I hate to say it, but our schools look like crap. The great novelist Alison Lurie says it best in her non-fiction book, The Language of Houses: How Buildings Speak to Us, in which she writes:

[Modern high schools] might have a classical front entrance, with fake pillars and a pediment, but their sides and back were often unrelieved expanses of brick and stock windows. Once you were around the corner, the place felt like some kind of factory.

Indeed.

This strikes me as very strange state of affairs. I mean, I’ve been to France and I’ve seen the schools there, and, yes, they are very nice and pretty (like everything else in France). And I know that American schools are built out of utilitarian necessity, by cities and counties with ever-shrinking budgets.  And I also know that rich people have all the money in our country, and their kids go to private schools.

uschool3

Ibagli – Wikicommons

I know all that.

But even if you accept the fact that the average American schoolboard will never have as much money to spend as those in Europe (a heartbreaking fact, but there it is), I still believe that you can build a nice, attractive, pleasant school that kids will actually enjoy going, and that you can do it almost as cheaply as you can build a cinderblock monstrosity.

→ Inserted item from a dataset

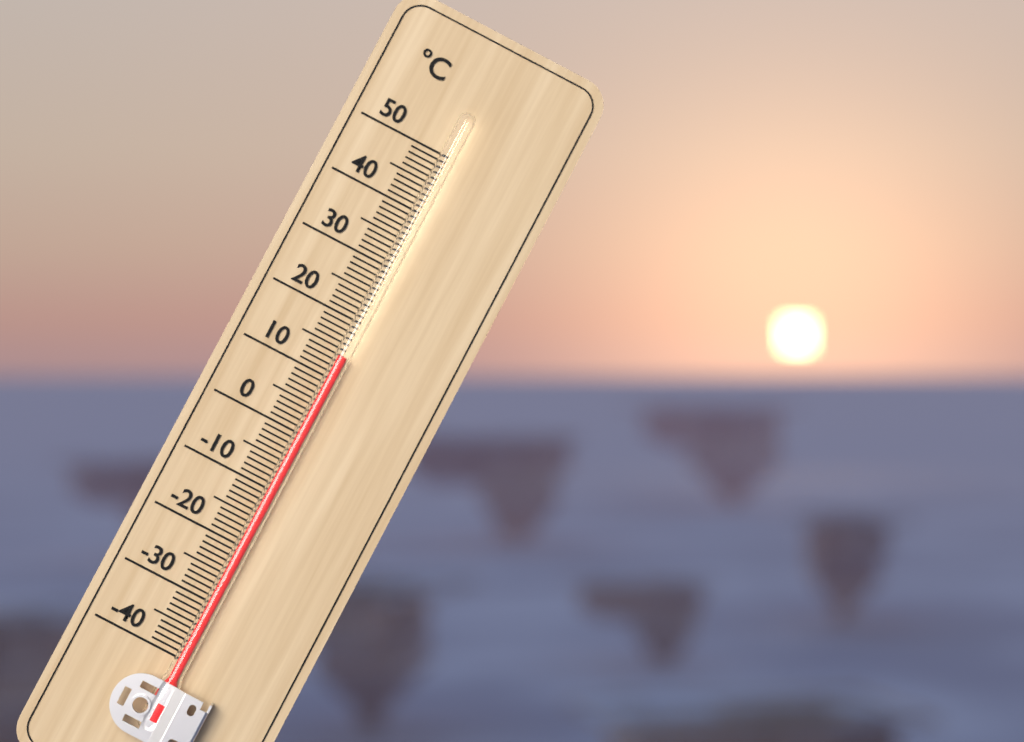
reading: 14 °C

A little bit of good government would be helpful here. Speaking of France (again), I was told once that there are laws in France that regulate how much wall-space of a public school must be windowed.  I couldn’t find any hard evidence of such laws, but I did stumbled upon this 1881 entry from Chicago’s Education Weekly

Whether [school] rooms are lighted from one side or from several sides, by a single window or many, the dimensions of these openings must always be calculated so that they will admit light to all the desks. The mullions separating the windows must be as narrow as possible. The windows must be divided into two parts. The lower part, the height of which must be equal to three-fifths of the whole height, must be a casement window, and the upper part transom lights, opening upward.

Not that’s how you build a school.

Maybe the real reason I’ve embarked on this rant is simply my love for Allison Lurie’s book. She is a great writer and, like all true artists, she has made it her mission to help us see the world around us with new eyes. She reminds us that the very houses and schools and office buildings we spend our lives have a constant, direct influence on our happiness, our emotions, our joy.

I’m also reminded of another quote, this time by Paul Goldberger:

I know that architecture matters very much to me, but I have no desire to claim that it can save the world.  Great architecture is not bread on the table, and it is not justice in the courtroom.  It affects the quality of life, yes, and often with an astonishing degree of power.  But it does not heal the sick, teach the ignorant, or in and of itself sustain life.

He’s right, of course, on both points. Architecture can’t heal us, but bad architecture sure as heck can make us sick. And that’s doubly true of young people.

I really wish that some fine person—someone a lot better than me—would write a set of Federal guidelines for the architecture of schools. Even better, someone should make a website that would let people view and rate school building plans before they go into construction. Hell, the mob might not make the best decisions, but it sure as hell can tell you when you’ve made a crappy one.

I guess my point is: why can’t more of our schools look like this…???

Alsop

2020 LIVERPOOL – Wikicommons

The answer, of course, is money—at least in part. But an even bigger part is will. Planners have to know they can do better. And we, as citizens, need to force them to.